I’ve had an interesting week. On Wednesday I had 5 hours of surgery on my right shoulder to repair a tendon I ruptured 8 months ago. I’d never had surgery before and almost never needed to go to a hospital til now. So it was all very new to me. I’ll pick up with what happened the next morning at the hospital, after the anesthesia wore off.
Basically I quickly began to experience pain like I’ve never had in my life. For 2 hours it got worse and worse to where I was moaning, crying and asking/begging the nurse to hurry up with boosting the dosage of pain killer. She was doing her job but she had others to attend to. Also I suspect it can get to be with nurses that they become desensitized to the suffering that patients experience after a while. But I was getting increasingly desperate and insistent.
We got to the point where I was asking/demanding that they either give me morphine or gas me out so I wouldn’t experience what was happening at that time. But around then the effects of what they’d been giving me the last two hours began to work and the pain level came down from “10” to about “6.5”. I was able to bear that enough.
It had been pain that pushed me to get a better analysis of what had happened to my shoulder 8 months ago. I’d finally had an MRI done which the orthopedic surgeon used to show me where my muscle was detached from my bone by about 1 inch. That’s why it had been virtually impossible for me to sleep at night for months.
Back home that night, still taking the maximum allowed of pain killers and wearing the shoulder sling you can see in the picture, I realized I’d have another night of no sleep until my fatigue got the better of my pain. All I could do was wait, pace the floor in my apartment and “draw nigh to God” (James 4:8). And in prayer I thought about a lot.
I thought about how many people around the world are in pain all the time. The hungry, the sick, the dispossessed, the refugees, those with no hope. I thought about the Syrians, Iraqis and Kurds I’d talked with on the Macedonian border in December, or in refugee camps in Berlin in January. Women with children, young Syrian daddies who held their little son’s hand, all in the bitter cold of a Balkan winter. How was my pain compared to theirs?
I thought of the year I lived in Moscow in the 90’s and the beggars I’d see there. Many were not alcoholics but former military officers or older women who looked to come from very distinguished backgrounds who stood with their hands out, a look of sadness on their faces that made me realize how great a personal loss so many had had with the collapse of Communism. Or the middle aged men I met in Aceh Province, Indonesia, after the tsunami disaster there in 2004. It was the men who survived. They often were fishermen or truck drivers and were away from their families on the Sunday morning when 3 giant waves crashed into coastal communities for hundreds of miles. I remembered the many men I’d met who’d lost their wife and all their children and the utter sadness and profound despondency they had.
And I thought of my own United States of America and the social background I come from: middle aged to elderly, White and middle class. While prosperity has increased over the last 20 years or so, the demographic I’m a part of has seen basically no gain in their standards of living and it’s been necessary to work all the more just to keep at the level they were decades ago. Alcoholism, drug abuse and suicide has steadily risen for the white middle class in the USA while in other industrialized Western nations, these things have all decreased. You don’t have to talk to refugees to find pain and suffering in our times.
So I hesitate to say I became thankful for my suffering because you might ask, “Oh, would you like some more of it?” And I’d say no. But it was a reality check that I’ve had it pretty good in my life. I’ve had some very strong pain in an emotional sense from personal family-related things in my past. Also decades ago when I was getting close to becoming a Christian, the Lord allowed me to feel severe anguish and torment of soul that helped drive me to salvation. But plain, outright physical pain is not something I’ve experienced so much of.
Around 4 AM my fatigue finally got the best of my pain and I slept 2 hours, sitting upright on my sofa since lieing down was impossible. Now, a couple of days later, things are improving. The worst of the pain has abated and I’m able to sleep in my bed at night with a good deal fewer pain killers than before.
The Bible says “in everything give thanks” (I Thessalonians 5:18) and I can say, in some strange way, I’m thankful for this experience. It was a very good reminder of what hundreds of millions, if not billions of people experience every day. Even before I became a Christian, when I was growing up, I wanted to do something to make things better in this world. I’m so, so thankful that the Lord got a hold of me and brought me into a life of Christian discipleship.
Some of us are doing ok today. But if we have food in our stomach, a place to sleep, some friends and we’re pretty much staying above the waves and vicissitudes of this often dangerously raging world we live in, it’s good to remember those who aren’t doing so well and who could use some help. I think that’s how Jesus taught us to look at these things.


> _ABOUT THIS EXERCISE_:
Copy each line of the records that contains the word "Year".

> _RECORDED INFORMATION_:
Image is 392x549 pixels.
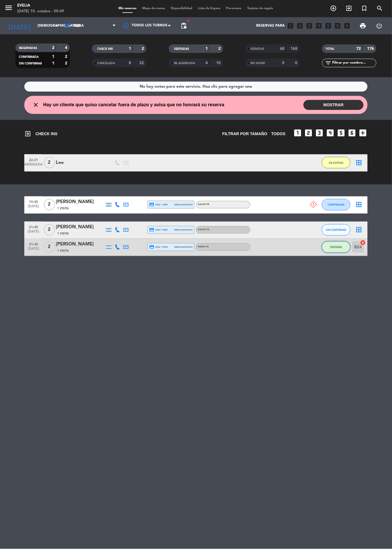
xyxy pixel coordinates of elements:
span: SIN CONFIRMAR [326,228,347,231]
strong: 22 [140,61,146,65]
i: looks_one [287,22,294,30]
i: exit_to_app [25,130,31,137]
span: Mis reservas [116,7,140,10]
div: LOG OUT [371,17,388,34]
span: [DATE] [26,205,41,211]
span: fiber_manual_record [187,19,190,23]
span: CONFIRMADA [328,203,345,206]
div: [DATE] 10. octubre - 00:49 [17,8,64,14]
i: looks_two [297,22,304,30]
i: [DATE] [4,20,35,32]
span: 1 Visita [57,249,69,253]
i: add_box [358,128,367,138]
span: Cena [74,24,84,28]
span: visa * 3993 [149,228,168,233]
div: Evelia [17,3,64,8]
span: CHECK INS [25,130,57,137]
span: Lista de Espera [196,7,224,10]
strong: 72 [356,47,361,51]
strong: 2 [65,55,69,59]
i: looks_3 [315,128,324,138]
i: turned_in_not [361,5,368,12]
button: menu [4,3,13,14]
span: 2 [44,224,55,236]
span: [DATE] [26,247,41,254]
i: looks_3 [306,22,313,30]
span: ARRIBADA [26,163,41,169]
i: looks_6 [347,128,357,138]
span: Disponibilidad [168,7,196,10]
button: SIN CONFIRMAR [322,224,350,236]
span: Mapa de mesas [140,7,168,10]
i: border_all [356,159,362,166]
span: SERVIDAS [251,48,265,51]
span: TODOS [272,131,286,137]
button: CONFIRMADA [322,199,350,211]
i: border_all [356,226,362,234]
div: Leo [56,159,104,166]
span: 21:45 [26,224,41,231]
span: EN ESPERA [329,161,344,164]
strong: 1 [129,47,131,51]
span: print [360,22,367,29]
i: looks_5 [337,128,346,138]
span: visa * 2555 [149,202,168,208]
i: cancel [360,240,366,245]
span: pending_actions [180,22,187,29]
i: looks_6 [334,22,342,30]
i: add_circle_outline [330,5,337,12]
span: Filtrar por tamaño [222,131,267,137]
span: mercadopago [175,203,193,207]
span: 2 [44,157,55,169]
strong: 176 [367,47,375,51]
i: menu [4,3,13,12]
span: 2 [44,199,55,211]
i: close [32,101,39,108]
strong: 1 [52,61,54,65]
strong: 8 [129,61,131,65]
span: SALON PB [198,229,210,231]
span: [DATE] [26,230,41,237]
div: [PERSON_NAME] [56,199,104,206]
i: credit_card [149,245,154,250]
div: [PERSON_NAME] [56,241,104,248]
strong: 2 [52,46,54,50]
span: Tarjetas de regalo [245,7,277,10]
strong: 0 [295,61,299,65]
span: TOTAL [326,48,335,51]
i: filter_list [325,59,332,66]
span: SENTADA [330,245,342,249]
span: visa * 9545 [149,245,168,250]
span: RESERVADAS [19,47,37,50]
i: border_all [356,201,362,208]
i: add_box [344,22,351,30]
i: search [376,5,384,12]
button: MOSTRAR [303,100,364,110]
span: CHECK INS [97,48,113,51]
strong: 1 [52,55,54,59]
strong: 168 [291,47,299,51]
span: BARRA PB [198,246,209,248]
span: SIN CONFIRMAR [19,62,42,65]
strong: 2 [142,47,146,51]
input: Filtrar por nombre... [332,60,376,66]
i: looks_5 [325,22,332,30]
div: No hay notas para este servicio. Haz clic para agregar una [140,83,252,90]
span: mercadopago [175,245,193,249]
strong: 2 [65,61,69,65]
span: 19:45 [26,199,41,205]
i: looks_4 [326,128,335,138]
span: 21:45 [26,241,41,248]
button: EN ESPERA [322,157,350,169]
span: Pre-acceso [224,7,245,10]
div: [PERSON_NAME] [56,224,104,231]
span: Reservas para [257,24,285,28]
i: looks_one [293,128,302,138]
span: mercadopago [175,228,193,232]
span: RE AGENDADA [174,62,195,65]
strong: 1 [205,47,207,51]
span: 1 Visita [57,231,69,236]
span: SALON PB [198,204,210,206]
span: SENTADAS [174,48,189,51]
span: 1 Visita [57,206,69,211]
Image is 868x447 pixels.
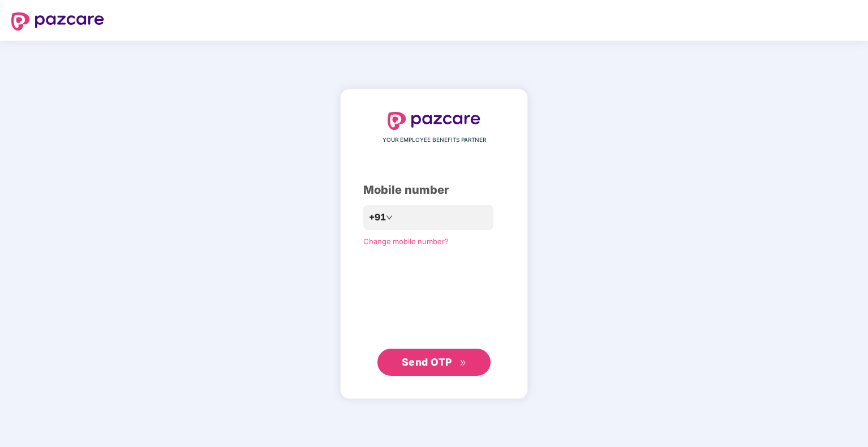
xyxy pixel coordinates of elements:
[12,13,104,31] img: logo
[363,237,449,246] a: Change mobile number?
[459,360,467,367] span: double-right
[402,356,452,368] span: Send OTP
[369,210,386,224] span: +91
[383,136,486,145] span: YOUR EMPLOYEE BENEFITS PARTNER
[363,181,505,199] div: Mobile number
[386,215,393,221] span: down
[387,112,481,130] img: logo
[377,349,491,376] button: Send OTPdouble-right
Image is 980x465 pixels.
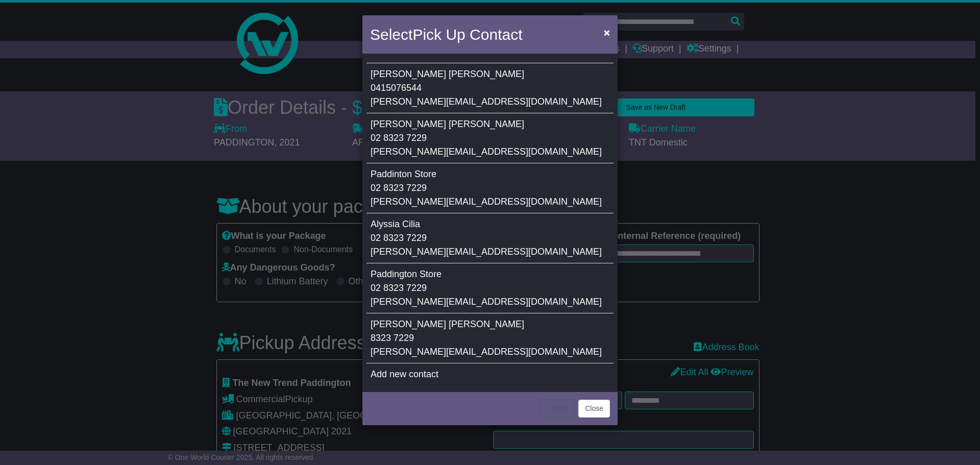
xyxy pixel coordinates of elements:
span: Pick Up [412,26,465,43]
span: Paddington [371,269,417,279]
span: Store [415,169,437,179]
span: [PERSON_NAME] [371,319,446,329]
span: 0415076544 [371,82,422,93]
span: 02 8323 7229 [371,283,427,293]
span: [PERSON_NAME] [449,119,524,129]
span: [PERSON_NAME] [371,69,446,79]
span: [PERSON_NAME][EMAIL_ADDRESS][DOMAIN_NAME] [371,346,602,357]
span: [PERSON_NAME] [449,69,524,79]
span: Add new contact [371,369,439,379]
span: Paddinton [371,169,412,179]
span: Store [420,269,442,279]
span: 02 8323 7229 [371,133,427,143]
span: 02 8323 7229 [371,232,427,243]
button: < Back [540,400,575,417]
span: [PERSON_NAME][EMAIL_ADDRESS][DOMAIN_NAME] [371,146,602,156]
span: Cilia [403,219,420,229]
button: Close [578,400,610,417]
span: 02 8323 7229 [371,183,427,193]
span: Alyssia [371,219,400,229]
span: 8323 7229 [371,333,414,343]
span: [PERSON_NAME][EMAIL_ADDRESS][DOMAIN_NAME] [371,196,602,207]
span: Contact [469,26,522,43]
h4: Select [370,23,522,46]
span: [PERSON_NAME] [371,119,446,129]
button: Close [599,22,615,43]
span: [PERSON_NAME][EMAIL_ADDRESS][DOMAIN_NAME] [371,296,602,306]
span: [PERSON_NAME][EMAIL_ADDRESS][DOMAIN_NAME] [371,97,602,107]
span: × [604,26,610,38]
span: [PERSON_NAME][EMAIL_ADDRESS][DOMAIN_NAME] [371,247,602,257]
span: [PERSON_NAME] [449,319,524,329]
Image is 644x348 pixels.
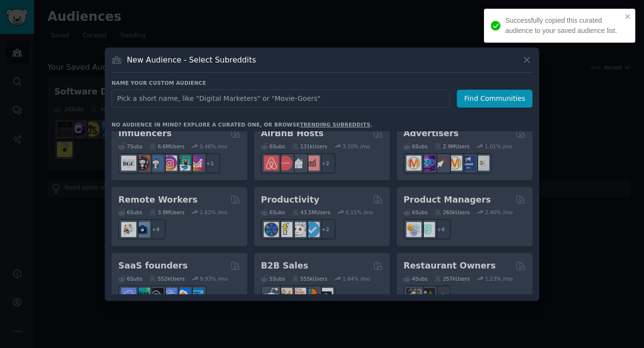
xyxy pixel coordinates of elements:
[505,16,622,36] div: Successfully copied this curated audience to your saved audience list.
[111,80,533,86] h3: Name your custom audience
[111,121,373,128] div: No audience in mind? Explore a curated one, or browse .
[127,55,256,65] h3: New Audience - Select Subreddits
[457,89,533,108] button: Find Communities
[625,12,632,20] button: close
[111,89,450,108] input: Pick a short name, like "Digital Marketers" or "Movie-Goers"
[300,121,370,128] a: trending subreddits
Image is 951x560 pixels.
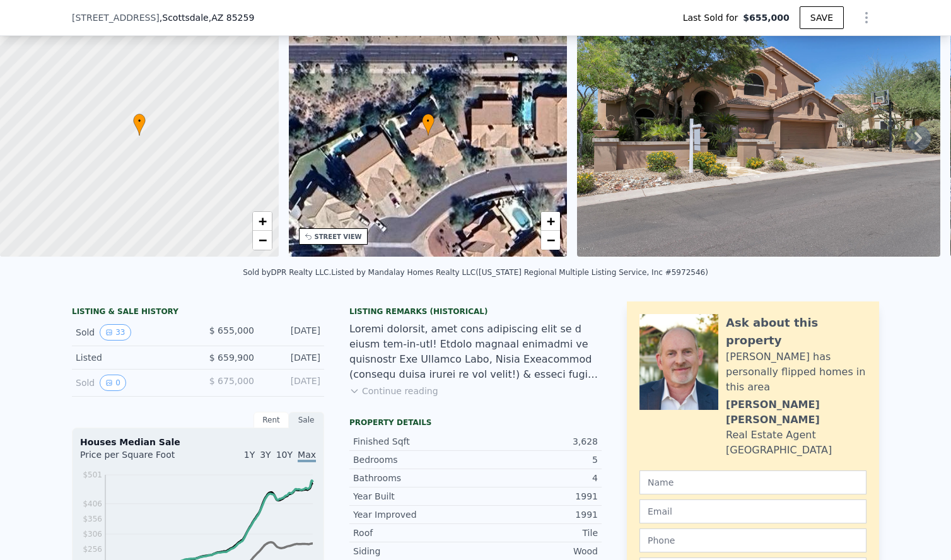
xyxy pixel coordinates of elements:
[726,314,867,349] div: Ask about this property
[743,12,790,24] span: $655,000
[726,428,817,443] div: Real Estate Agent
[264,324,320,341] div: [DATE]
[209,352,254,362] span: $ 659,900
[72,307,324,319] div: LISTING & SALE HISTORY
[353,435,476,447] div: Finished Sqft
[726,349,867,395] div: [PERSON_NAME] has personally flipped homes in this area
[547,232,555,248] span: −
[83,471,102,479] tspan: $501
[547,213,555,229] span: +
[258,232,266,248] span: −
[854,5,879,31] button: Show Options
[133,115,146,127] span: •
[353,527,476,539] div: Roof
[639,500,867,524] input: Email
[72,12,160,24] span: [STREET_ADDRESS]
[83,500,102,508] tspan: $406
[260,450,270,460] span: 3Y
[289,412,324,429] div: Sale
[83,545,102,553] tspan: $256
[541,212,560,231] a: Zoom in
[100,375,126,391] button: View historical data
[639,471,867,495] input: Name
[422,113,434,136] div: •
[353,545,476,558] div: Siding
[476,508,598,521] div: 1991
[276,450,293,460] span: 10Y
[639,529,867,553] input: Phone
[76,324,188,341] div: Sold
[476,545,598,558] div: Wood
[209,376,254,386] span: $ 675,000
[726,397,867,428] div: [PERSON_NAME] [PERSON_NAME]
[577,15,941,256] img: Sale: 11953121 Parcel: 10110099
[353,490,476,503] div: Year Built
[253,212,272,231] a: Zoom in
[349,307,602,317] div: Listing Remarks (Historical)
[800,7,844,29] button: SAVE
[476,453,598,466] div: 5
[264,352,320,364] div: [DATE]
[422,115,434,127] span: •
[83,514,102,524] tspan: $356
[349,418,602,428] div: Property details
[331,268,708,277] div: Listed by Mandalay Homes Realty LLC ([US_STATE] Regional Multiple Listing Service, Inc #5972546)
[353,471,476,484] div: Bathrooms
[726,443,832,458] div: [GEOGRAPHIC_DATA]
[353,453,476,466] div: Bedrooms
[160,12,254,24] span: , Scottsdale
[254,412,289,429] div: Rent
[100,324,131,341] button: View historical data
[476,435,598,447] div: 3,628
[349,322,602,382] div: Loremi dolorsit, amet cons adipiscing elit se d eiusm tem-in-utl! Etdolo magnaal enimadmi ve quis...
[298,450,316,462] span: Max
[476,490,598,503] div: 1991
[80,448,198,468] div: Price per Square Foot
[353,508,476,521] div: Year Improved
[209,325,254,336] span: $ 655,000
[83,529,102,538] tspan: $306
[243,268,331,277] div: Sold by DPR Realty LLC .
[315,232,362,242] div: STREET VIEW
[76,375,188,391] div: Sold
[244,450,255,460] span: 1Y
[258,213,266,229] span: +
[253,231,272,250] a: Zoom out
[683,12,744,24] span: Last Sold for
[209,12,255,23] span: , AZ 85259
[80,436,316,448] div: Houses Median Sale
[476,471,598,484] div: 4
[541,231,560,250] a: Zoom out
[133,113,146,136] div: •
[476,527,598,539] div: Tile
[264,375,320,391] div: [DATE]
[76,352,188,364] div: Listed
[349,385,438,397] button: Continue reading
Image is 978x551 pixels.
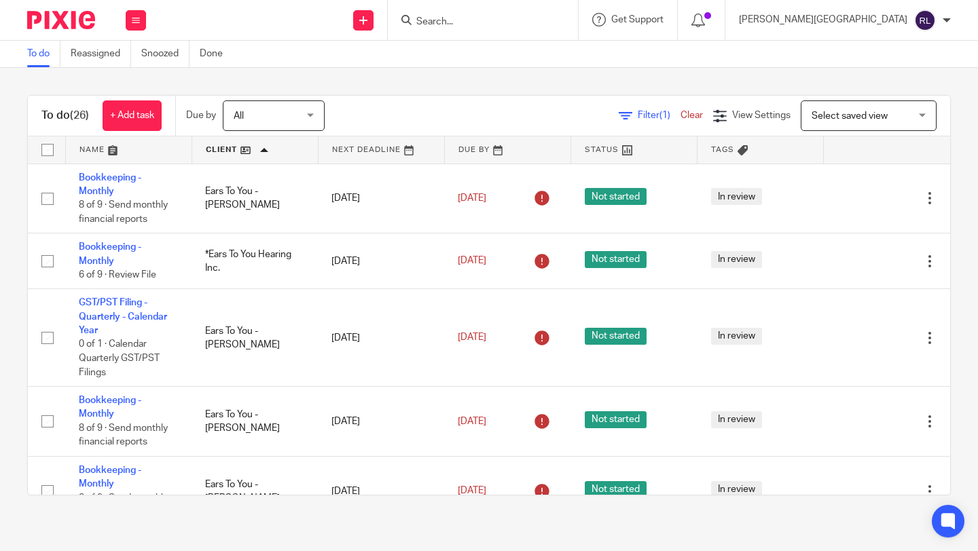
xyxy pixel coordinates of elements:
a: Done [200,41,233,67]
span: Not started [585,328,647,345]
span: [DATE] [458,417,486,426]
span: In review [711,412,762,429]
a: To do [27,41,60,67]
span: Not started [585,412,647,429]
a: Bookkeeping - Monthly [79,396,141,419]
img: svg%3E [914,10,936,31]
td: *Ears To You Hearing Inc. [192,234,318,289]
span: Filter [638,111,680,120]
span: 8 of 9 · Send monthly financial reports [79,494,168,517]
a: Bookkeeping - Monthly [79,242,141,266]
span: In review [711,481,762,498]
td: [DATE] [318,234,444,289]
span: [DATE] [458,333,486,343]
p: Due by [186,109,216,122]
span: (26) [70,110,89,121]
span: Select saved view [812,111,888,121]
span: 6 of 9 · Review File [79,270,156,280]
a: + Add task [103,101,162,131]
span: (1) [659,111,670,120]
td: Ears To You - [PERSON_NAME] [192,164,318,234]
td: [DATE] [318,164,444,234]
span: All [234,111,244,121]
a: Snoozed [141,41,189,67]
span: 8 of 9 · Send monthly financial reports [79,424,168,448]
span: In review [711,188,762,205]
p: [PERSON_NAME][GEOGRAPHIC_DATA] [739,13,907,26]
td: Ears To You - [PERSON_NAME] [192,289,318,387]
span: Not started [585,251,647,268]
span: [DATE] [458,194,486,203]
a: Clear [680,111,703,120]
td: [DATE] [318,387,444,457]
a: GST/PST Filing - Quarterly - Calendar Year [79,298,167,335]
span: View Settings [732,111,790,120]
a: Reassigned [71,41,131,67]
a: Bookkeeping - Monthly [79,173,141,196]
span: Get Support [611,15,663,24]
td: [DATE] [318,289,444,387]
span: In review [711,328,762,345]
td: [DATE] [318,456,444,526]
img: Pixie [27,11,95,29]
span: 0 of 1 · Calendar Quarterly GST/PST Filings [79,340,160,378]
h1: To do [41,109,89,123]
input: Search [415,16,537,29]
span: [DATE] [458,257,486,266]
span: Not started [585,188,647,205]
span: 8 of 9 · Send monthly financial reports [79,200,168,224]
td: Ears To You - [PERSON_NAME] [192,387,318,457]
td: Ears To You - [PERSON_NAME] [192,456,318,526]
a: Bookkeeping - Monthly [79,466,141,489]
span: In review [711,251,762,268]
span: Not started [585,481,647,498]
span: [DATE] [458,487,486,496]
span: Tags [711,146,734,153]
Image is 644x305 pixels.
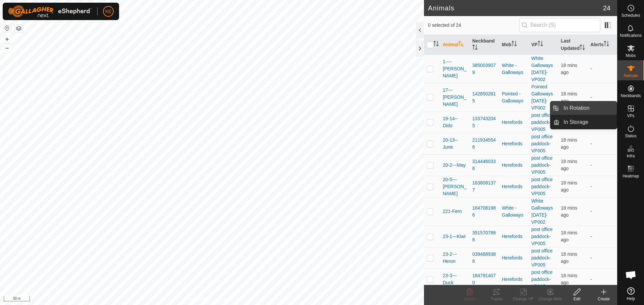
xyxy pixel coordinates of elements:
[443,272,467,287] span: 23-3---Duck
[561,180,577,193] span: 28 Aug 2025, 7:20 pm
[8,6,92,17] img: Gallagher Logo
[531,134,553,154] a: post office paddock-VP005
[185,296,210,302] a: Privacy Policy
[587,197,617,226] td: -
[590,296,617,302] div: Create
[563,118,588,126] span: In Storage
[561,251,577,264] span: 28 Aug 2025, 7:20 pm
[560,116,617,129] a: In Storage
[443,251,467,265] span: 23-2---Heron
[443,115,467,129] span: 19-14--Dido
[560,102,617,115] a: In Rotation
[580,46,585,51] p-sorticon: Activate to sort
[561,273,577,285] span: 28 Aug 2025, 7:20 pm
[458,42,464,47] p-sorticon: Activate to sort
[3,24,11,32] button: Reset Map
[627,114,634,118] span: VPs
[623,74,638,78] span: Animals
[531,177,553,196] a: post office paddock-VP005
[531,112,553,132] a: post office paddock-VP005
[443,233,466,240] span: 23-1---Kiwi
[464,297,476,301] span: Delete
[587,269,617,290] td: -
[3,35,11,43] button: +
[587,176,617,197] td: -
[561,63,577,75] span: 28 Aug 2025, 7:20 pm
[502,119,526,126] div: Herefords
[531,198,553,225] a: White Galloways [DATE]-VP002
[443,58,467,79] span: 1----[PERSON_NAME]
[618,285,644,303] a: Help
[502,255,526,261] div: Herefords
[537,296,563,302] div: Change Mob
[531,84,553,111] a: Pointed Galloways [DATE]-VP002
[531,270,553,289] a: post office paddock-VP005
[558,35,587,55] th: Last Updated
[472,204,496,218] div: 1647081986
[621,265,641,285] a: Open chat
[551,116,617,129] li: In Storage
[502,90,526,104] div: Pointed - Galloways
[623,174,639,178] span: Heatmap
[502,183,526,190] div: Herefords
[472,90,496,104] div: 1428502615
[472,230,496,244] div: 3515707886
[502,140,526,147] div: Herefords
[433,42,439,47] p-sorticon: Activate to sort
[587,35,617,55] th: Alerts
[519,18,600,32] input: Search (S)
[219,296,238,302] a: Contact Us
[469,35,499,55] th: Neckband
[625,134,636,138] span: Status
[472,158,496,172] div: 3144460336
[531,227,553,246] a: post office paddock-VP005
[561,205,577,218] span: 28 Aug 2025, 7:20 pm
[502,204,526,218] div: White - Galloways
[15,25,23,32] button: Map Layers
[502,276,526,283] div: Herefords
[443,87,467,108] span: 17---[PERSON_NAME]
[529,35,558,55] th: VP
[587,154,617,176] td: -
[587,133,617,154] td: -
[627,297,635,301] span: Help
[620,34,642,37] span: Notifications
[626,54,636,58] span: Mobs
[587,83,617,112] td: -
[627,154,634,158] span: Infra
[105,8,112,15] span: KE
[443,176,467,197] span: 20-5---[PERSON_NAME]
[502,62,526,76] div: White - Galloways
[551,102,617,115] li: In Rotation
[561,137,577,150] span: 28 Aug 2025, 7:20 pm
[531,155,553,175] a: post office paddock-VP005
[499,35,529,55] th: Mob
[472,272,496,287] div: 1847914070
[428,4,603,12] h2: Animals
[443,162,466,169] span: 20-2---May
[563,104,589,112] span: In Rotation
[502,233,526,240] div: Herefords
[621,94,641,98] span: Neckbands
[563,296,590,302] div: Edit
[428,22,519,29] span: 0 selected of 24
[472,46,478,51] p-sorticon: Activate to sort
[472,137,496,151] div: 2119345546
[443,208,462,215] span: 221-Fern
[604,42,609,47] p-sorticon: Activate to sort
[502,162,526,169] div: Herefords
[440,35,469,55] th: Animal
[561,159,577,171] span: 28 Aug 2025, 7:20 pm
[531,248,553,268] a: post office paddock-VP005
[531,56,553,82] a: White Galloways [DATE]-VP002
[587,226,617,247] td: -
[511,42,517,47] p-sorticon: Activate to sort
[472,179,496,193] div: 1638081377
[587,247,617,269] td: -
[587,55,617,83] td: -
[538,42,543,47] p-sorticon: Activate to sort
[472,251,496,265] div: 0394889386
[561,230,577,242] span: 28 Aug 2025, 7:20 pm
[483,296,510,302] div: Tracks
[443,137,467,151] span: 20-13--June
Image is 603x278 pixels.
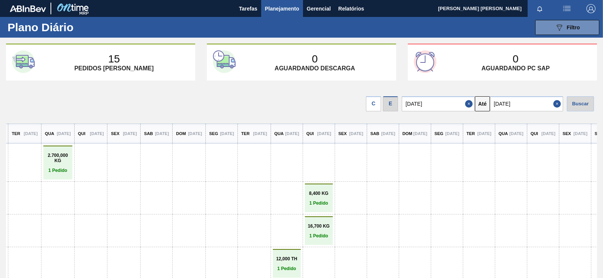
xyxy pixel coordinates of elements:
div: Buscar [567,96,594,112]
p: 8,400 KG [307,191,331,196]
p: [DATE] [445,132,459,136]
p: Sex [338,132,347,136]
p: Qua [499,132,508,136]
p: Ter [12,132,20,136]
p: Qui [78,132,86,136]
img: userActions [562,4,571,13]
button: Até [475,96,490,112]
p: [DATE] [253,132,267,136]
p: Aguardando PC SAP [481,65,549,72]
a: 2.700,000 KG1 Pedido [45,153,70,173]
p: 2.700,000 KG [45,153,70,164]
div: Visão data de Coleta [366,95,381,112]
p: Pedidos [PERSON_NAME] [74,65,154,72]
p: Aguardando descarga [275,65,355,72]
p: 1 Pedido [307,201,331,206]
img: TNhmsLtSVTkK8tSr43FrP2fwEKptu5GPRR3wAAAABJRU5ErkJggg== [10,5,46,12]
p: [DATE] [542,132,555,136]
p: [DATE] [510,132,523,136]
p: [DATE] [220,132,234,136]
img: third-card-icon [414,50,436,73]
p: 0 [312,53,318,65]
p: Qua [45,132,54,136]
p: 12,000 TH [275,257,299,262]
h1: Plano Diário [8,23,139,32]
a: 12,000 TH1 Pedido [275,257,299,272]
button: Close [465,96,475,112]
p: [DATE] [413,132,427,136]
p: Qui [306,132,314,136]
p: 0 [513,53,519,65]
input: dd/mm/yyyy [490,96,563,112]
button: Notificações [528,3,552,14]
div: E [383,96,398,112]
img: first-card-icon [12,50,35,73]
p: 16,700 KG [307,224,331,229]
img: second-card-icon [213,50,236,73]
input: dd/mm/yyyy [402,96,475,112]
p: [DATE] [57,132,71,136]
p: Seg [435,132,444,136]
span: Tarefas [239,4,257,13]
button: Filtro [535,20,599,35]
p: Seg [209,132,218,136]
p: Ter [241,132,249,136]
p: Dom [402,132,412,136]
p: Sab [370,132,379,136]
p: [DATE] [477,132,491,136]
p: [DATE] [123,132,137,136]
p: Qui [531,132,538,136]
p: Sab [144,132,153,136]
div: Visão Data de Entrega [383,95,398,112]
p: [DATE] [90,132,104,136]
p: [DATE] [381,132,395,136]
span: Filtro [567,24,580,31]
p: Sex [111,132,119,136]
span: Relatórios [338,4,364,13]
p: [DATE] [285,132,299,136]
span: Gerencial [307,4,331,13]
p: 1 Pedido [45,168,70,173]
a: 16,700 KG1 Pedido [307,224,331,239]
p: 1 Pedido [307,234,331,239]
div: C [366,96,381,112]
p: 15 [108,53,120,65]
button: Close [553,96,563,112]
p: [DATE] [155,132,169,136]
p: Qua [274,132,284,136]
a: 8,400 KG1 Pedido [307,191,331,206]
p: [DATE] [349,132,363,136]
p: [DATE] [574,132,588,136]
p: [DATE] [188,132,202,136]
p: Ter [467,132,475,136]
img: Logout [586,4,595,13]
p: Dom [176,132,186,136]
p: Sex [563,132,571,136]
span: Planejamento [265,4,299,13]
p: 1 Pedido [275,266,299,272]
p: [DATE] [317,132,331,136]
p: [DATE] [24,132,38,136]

> _ANSWER FOR THIS EXERCISE_:
[353,490,476,503] div: Year Built
[353,508,476,521] div: Year Improved
a: GST/PST Filing - Quarterly - Calendar Year [79,298,167,335]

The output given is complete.